US may not reduce troops in Afghanistan

NEW YORK - Ahead of next week’s visit of Afghan President Ashraf Ghani to the United States, a leading American newspaper reported Friday that the Obama administration States is nearing a decision to keep more troops in Afghanistan next year than over five thousand it had intended.
In a front page dispatch from Washington, The New York Times said the move effectively upends its drawdown plans in response to roiling violence in the country and another false start in the effort to open peace talks between the Taliban and the Afghan government.
President Ghani, a former World Bank executive, will meet with President Barack Obama as well as Secretary of State John Kerry to discuss possible changes to the U.S. timetable to withdraw the bulk of American troops helping to bolster Afghanistan’s still-struggling military.
The new president will travel with Afghan Chief Executive Officer Abdullah Abdullah, the former foreign minister who was defeated by Ghani after a protracted electoral battle last fall. The trip also will include an address to a joint session of Congress and a stop in New York for talks at the United Nations.
The new president has already vastly improved the atmospherics of the U.S.-Afghan relations since his September election, in contrast to the frequent and public clashes that were the norm in the later years of Hamid Karzai’s tenure. One early result: a bilateral security agreement long blocked under Mr. Karzai was signed almost as soon as Ghani took office, allowing up to 10,000 U.S. troops to remain in the country to train and advise Afghanistan’s security forces.
The new president “has been saying and doing things that are music to Washington’s ears,” said Michael Kugelman, a South Asia analyst, at a briefing this week at the Washington-based Woodrow Wilson Center for Scholars.
As recently as last month, American officials had hoped that a renewed push to bring the Taliban to the negotiating table would yield the beginnings of a peace process and allow the United States to stick with its plan to drop the number of troops in Afghanistan from just under 10,000 to about 5,600 by the end of the year.
But, the Times said,  those hopes have been dashed by signs that the Taliban remain deeply divided over whether to engage in talks, as they have been for years, and that the remaining al-Qaeda presence in the region is proving more resilient than officials had anticipated.
As a result, Afghan and American officials are girding for another year of bloody fighting with the insurgents. Senior Obama administration officials broadly concluded during meetings over the last week that many of the roughly 10,000 troops and thousands of civilian contractors in Afghanistan would be needed well into 2016, officials said.
A change in the administration’s plans would be further evidence of the continuing demands of America’s longest war, which has raged on even after President Obama declared an end to America’s “combat role” in Afghanistan, it was pointed out. It would also reflect the impact of events in Iraq last year, where Iraqi military units collapsed in the face of an offensive by the Islamic State and the administration was compelled to send troops back to the country.
At the same time, according to the Times, the change would expose  Obama to criticism from members of his own party who have pressed him to end America’s military role in Afghanistan. Some of the American officials, who spoke to the Times on the condition of anonymity to discuss classified deliberations over troop strength, said there might not be a public announcement on troop numbers to avoid potential criticism that Mr. Obama is backing away from his pledge to end the war in Afghanistan before he leaves office.
The White House press secretary, Josh Earnest, said on Thursday that President Obama had yet to make a final decision about altering the plans to pull out troops, most of whom are there to train and advise Afghan forces, not to fight. But Earnest added that the president has always said that the military strategy would “constantly be checked against the security situation inside Afghanistan.”
Another senior administration official said that Afghan President Ghani had requested flexibility on the pace of the drawdown, and that “we are actively considering that request.”
Other officials said that the decision was all but made and that only the details had to be worked out. “President Obama has to decide the slope, the pace, of the withdrawal, but all indications are that he’ll delay,” one of the officials was quoted as saying.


* [How to complete this task]
Filter by the string "upper": return the lines of the material that contain it.

* [Available data]
┄┄┄┄┄┄┄┄┄┄

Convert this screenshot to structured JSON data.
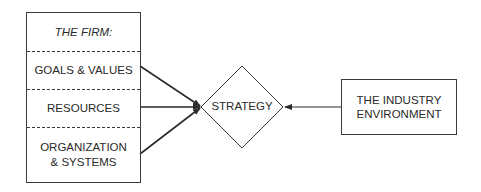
{
  "diagram": {
    "firm": {
      "title": "THE FIRM:",
      "sections": [
        {
          "label": "GOALS & VALUES"
        },
        {
          "label": "RESOURCES"
        },
        {
          "label_line1": "ORGANIZATION",
          "label_line2": "& SYSTEMS"
        }
      ]
    },
    "strategy": {
      "label": "STRATEGY"
    },
    "industry": {
      "label_line1": "THE INDUSTRY",
      "label_line2": "ENVIRONMENT"
    },
    "edges": [
      {
        "from": "GOALS & VALUES",
        "to": "STRATEGY"
      },
      {
        "from": "RESOURCES",
        "to": "STRATEGY"
      },
      {
        "from": "ORGANIZATION & SYSTEMS",
        "to": "STRATEGY"
      },
      {
        "from": "THE INDUSTRY ENVIRONMENT",
        "to": "STRATEGY"
      }
    ],
    "colors": {
      "line": "#2a2a2a",
      "background": "#ffffff"
    }
  }
}
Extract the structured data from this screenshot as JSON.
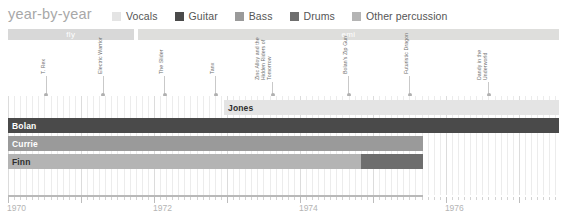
{
  "header": {
    "title": "year-by-year",
    "legend": [
      {
        "label": "Vocals",
        "color": "#e4e4e4"
      },
      {
        "label": "Guitar",
        "color": "#4a4a4a"
      },
      {
        "label": "Bass",
        "color": "#9a9a9a"
      },
      {
        "label": "Drums",
        "color": "#6e6e6e"
      },
      {
        "label": "Other percussion",
        "color": "#b4b4b4"
      }
    ]
  },
  "bands": [
    {
      "name": "fly",
      "label": "fly",
      "start": 1970.0,
      "end": 1971.72,
      "color": "#d8d8d8"
    },
    {
      "name": "emi",
      "label": "emi",
      "start": 1971.78,
      "end": 1977.55,
      "color": "#dededc"
    }
  ],
  "annotations": [
    {
      "label": "T. Rex",
      "year": 1970.52,
      "lines": 1
    },
    {
      "label": "Electric Warrior",
      "year": 1971.3,
      "lines": 1
    },
    {
      "label": "The Slider",
      "year": 1972.14,
      "lines": 1
    },
    {
      "label": "Tanx",
      "year": 1972.84,
      "lines": 1
    },
    {
      "label": "Zinc Alloy and the Hidden Riders of Tomorrow",
      "year": 1973.62,
      "lines": 2
    },
    {
      "label": "Bolan's Zip Gun",
      "year": 1974.66,
      "lines": 1
    },
    {
      "label": "Futuristic Dragon",
      "year": 1975.5,
      "lines": 1
    },
    {
      "label": "Dandy in the Underworld",
      "year": 1976.58,
      "lines": 2
    }
  ],
  "chart_data": {
    "type": "bar",
    "title": "year-by-year",
    "xlabel": "",
    "ylabel": "",
    "xlim": [
      1970.0,
      1977.55
    ],
    "grid": true,
    "legend_position": "top",
    "tick_labels": [
      "1970",
      "1972",
      "1974",
      "1976"
    ],
    "tick_years": [
      1970,
      1972,
      1974,
      1976
    ],
    "categories": [
      "Jones",
      "Bolan",
      "Currie",
      "Legend",
      "Lutton",
      "Finn"
    ],
    "series": [
      {
        "name": "Vocals",
        "color": "#e4e4e4",
        "bars": [
          {
            "member": "Jones",
            "row": 0,
            "start": 1972.96,
            "end": 1977.55
          }
        ]
      },
      {
        "name": "Guitar",
        "color": "#4a4a4a",
        "bars": [
          {
            "member": "Bolan",
            "row": 1,
            "start": 1970.0,
            "end": 1977.55
          }
        ]
      },
      {
        "name": "Bass",
        "color": "#9a9a9a",
        "bars": [
          {
            "member": "Currie",
            "row": 2,
            "start": 1970.0,
            "end": 1975.68
          }
        ]
      },
      {
        "name": "Drums",
        "color": "#6e6e6e",
        "bars": [
          {
            "member": "Legend",
            "row": 3,
            "start": 1970.0,
            "end": 1973.84
          },
          {
            "member": "Lutton",
            "row": 3,
            "start": 1973.84,
            "end": 1975.68
          }
        ]
      },
      {
        "name": "Other percussion",
        "color": "#b4b4b4",
        "bars": [
          {
            "member": "Finn",
            "row": 4,
            "start": 1970.0,
            "end": 1974.84
          }
        ]
      }
    ]
  },
  "axis": {
    "rule_color": "#b9b9b9",
    "rule_start": 1970.0,
    "rule_end": 1975.68
  }
}
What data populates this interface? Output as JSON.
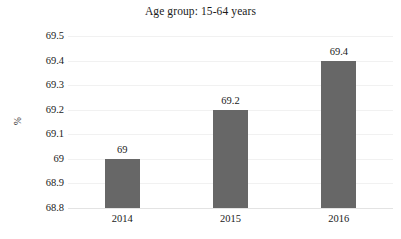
{
  "chart_data": {
    "type": "bar",
    "title": "Age group: 15-64 years",
    "xlabel": "",
    "ylabel": "%",
    "categories": [
      "2014",
      "2015",
      "2016"
    ],
    "values": [
      69,
      69.2,
      69.4
    ],
    "value_labels": [
      "69",
      "69.2",
      "69.4"
    ],
    "ylim": [
      68.8,
      69.5
    ],
    "ytick_labels": [
      "69.5",
      "69.4",
      "69.3",
      "69.2",
      "69.1",
      "69",
      "68.9",
      "68.8"
    ],
    "ytick_values": [
      69.5,
      69.4,
      69.3,
      69.2,
      69.1,
      69,
      68.9,
      68.8
    ],
    "ystep": 0.1,
    "grid": true,
    "grid_axis": "y",
    "legend": null,
    "legend_position": "none",
    "series": [
      {
        "name": "Age group: 15-64 years",
        "values": [
          69,
          69.2,
          69.4
        ],
        "color": "#676767"
      }
    ]
  },
  "colors": {
    "bar": "#676767",
    "gridline": "#f1f1f1",
    "baseline": "#e3e3e3",
    "text": "#1a1a1a",
    "background": "#ffffff"
  }
}
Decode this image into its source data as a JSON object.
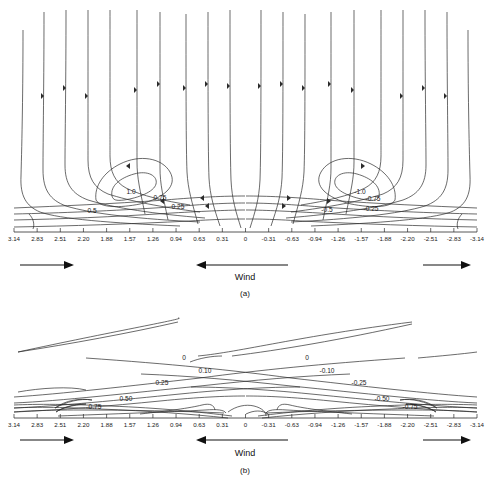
{
  "figure": {
    "title": "",
    "background": "#ffffff",
    "line_color": "#2b2b2b",
    "panels": [
      "(a)",
      "(b)"
    ]
  },
  "panel_a": {
    "label": "(a)",
    "wind_label": "Wind",
    "wind_center_direction": "left",
    "wind_left_direction": "right",
    "wind_right_direction": "right"
  },
  "panel_b": {
    "label": "(b)",
    "wind_label": "Wind",
    "wind_center_direction": "left",
    "wind_left_direction": "right",
    "wind_right_direction": "right"
  },
  "axis": {
    "tick_labels": [
      "3.14",
      "2.83",
      "2.51",
      "2.20",
      "1.88",
      "1.57",
      "1.26",
      "0.94",
      "0.63",
      "0.31",
      "0",
      "-0.31",
      "-0.63",
      "-0.94",
      "-1.26",
      "-1.57",
      "-1.88",
      "-2.20",
      "-2.51",
      "-2.83",
      "-3.14"
    ],
    "tick_values": [
      3.14,
      2.83,
      2.51,
      2.2,
      1.88,
      1.57,
      1.26,
      0.94,
      0.63,
      0.31,
      0,
      -0.31,
      -0.63,
      -0.94,
      -1.26,
      -1.57,
      -1.88,
      -2.2,
      -2.51,
      -2.83,
      -3.14
    ],
    "xlabel": "",
    "xlim": [
      3.14,
      -3.14
    ]
  },
  "chart_data": {
    "type": "line",
    "title": "",
    "subtitle": "",
    "xlabel": "",
    "ylabel": "",
    "grid": false,
    "legend": "none",
    "x": [
      3.14,
      2.83,
      2.51,
      2.2,
      1.88,
      1.57,
      1.26,
      0.94,
      0.63,
      0.31,
      0,
      -0.31,
      -0.63,
      -0.94,
      -1.26,
      -1.57,
      -1.88,
      -2.2,
      -2.51,
      -2.83,
      -3.14
    ],
    "xlim": [
      3.14,
      -3.14
    ],
    "panels": [
      {
        "name": "(a)",
        "type": "contour",
        "contour_levels": [
          1.0,
          0.75,
          0.5,
          0.25,
          -0.25,
          -0.5,
          -0.75,
          -1.0
        ],
        "contour_labels": [
          "1.0",
          "0.75",
          "0.5",
          "0.25",
          "-0.25",
          "-0.5",
          "-0.75",
          "-1.0"
        ],
        "description": "Near-vertical contour lines in the upper field turning sharply to near-horizontal near the lower boundary; two closed elliptical cells centered near x = 1.6 and x = -1.6 enclosing the 1.0 and -1.0 contours.",
        "closed_cells": [
          {
            "label": "1.0",
            "center_x": 1.6,
            "sign": "positive"
          },
          {
            "label": "-1.0",
            "center_x": -1.6,
            "sign": "negative"
          }
        ],
        "labeled_contours_left": [
          "1.0",
          "0.75",
          "0.5",
          "0.25"
        ],
        "labeled_contours_right": [
          "-1.0",
          "-0.75",
          "-0.5",
          "-0.25"
        ],
        "has_direction_arrowheads": true
      },
      {
        "name": "(b)",
        "type": "contour",
        "contour_levels": [
          0.75,
          0.5,
          0.25,
          0.1,
          0.0,
          -0.1,
          -0.25,
          -0.5,
          -0.75
        ],
        "contour_labels": [
          "0.75",
          "0.50",
          "0.25",
          "0.10",
          "0",
          "-0.10",
          "-0.25",
          "-0.50",
          "-0.75"
        ],
        "description": "Gently sloping, nearly linear contours rising from lower-left to upper-right, bunched near the lower boundary; zero contour crosses the mid-field twice.",
        "labeled_contours_left": [
          "0",
          "0.10",
          "0.25",
          "0.50",
          "0.75"
        ],
        "labeled_contours_right": [
          "0",
          "-0.10",
          "-0.25",
          "-0.50",
          "-0.75"
        ],
        "has_direction_arrowheads": false
      }
    ]
  }
}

┄┄┄┄┄┄┄┄┄┄

* [Written answer]
        "description": "Near-vertical contour lines in the upper field turning sharply to near-horizontal near the lower boundary; two closed elliptical cells centered near x = 1.6 and x = -1.6 enclosing the 1.0 and -1.0 contours.",
        "description": "Gently sloping, nearly linear contours rising from lower-left to upper-right, bunched near the lower boundary; zero contour crosses the mid-field twice.",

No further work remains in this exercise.